* [THE TASK] How do the lines below between the ones holding "Identify the location of About." and "This screenshot has width=1184, height=666.", inclusive, read? Give them again exactly, with no other lines.

* [STORED DATA]
↓↓↓
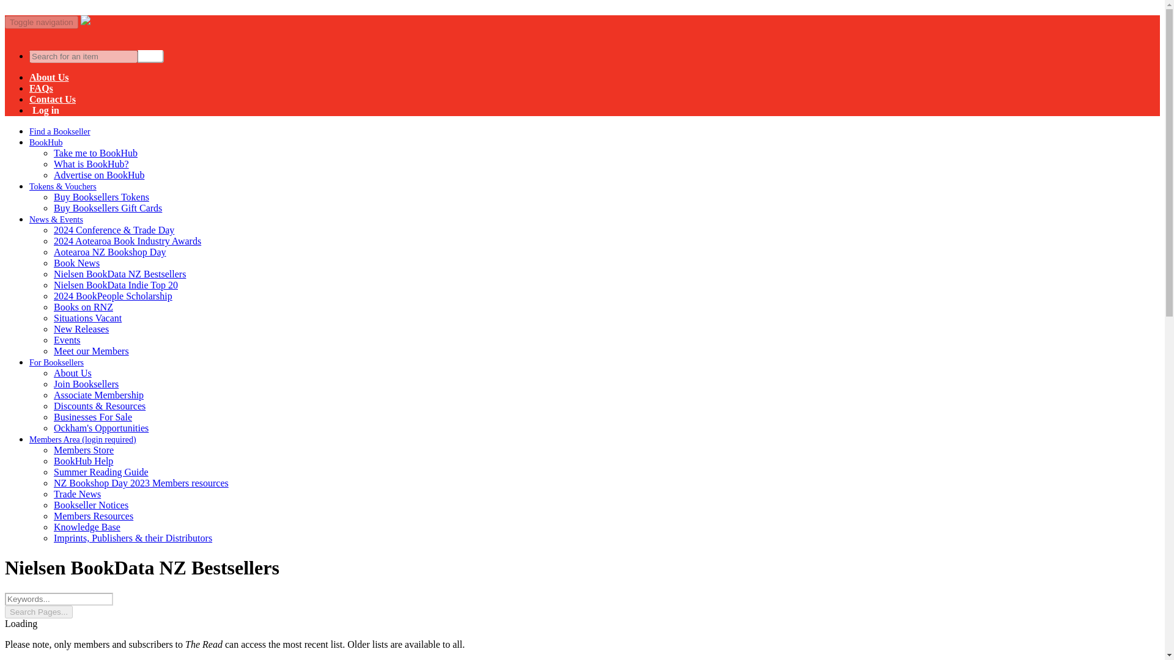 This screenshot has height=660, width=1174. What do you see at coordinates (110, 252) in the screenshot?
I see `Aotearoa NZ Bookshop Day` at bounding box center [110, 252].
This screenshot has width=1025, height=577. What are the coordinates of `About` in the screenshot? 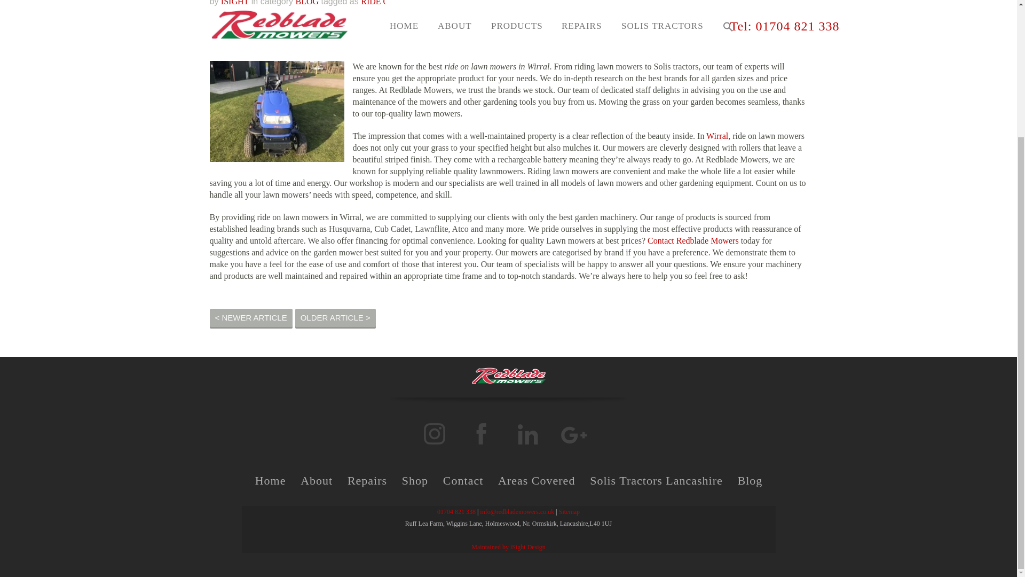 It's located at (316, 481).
↑↑↑
↓↓↓
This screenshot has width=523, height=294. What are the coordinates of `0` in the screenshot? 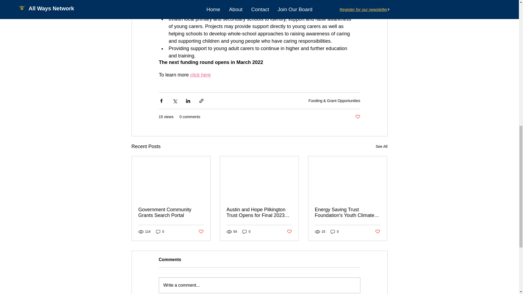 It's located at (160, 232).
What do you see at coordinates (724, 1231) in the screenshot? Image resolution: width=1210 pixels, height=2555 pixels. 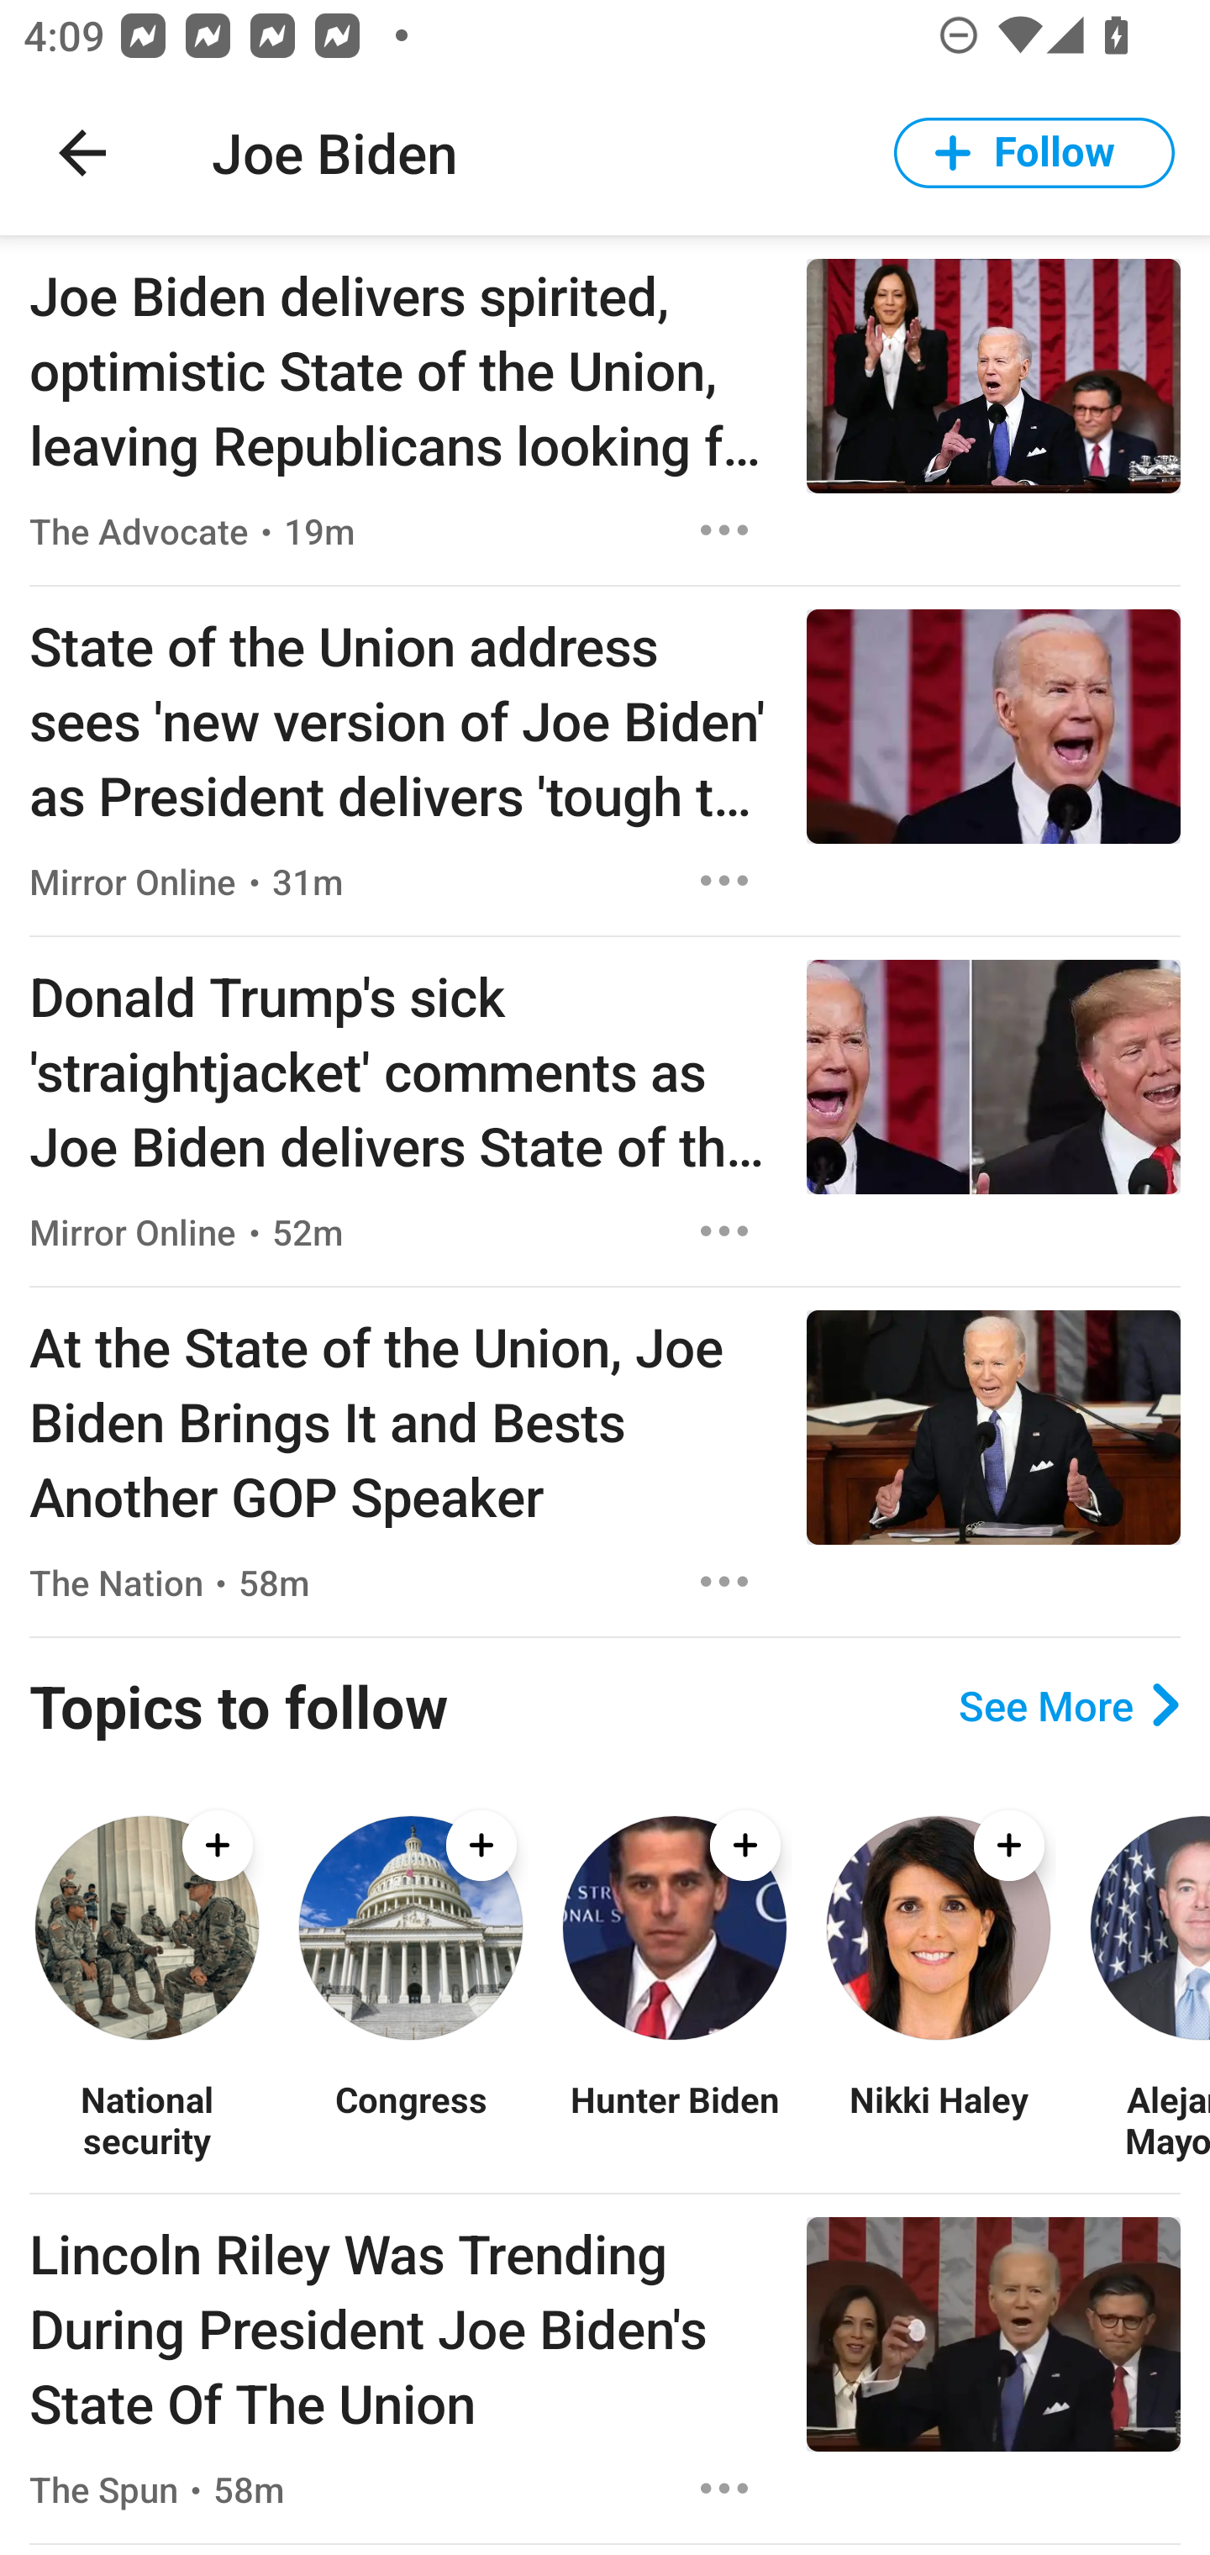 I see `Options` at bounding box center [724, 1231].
↑↑↑
↓↓↓
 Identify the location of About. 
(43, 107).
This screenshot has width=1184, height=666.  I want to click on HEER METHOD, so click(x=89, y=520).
↑↑↑
* [YOUR SOLUTION]
 Identify the location of About. 
(43, 107).
This screenshot has width=1184, height=666.  I want to click on HEER METHOD, so click(x=89, y=520).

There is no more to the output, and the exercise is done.